# Extracted data entries
______________________________

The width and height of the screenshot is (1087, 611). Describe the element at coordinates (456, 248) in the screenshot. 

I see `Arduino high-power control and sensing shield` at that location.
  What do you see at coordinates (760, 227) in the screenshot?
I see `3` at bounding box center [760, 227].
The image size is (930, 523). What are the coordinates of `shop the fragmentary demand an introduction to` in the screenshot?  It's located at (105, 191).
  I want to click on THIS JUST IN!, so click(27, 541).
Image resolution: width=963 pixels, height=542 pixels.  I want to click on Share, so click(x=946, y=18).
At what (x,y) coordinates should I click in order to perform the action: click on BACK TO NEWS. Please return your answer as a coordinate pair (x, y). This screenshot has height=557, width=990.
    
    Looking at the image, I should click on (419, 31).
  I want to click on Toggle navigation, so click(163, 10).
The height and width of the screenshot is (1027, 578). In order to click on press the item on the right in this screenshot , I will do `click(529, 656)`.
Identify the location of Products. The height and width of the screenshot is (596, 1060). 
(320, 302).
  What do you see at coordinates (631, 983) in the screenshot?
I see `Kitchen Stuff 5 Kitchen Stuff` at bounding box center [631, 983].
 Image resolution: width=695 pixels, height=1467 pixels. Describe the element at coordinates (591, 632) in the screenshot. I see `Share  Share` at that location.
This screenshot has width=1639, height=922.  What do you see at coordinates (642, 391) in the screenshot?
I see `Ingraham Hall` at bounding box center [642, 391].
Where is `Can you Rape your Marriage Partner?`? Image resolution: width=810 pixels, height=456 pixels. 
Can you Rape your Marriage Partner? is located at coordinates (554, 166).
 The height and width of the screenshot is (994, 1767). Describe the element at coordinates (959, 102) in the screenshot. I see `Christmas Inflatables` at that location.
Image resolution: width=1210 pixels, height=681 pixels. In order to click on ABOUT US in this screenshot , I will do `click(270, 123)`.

______________________________

# TASK TO COMPLETE
Search the records for the string "will", and copy every line that holds it.

# TASK OUTPUT
The height and width of the screenshot is (1027, 578). In order to click on press the item on the right in this screenshot , I will do `click(529, 656)`.
Image resolution: width=1210 pixels, height=681 pixels. In order to click on ABOUT US in this screenshot , I will do `click(270, 123)`.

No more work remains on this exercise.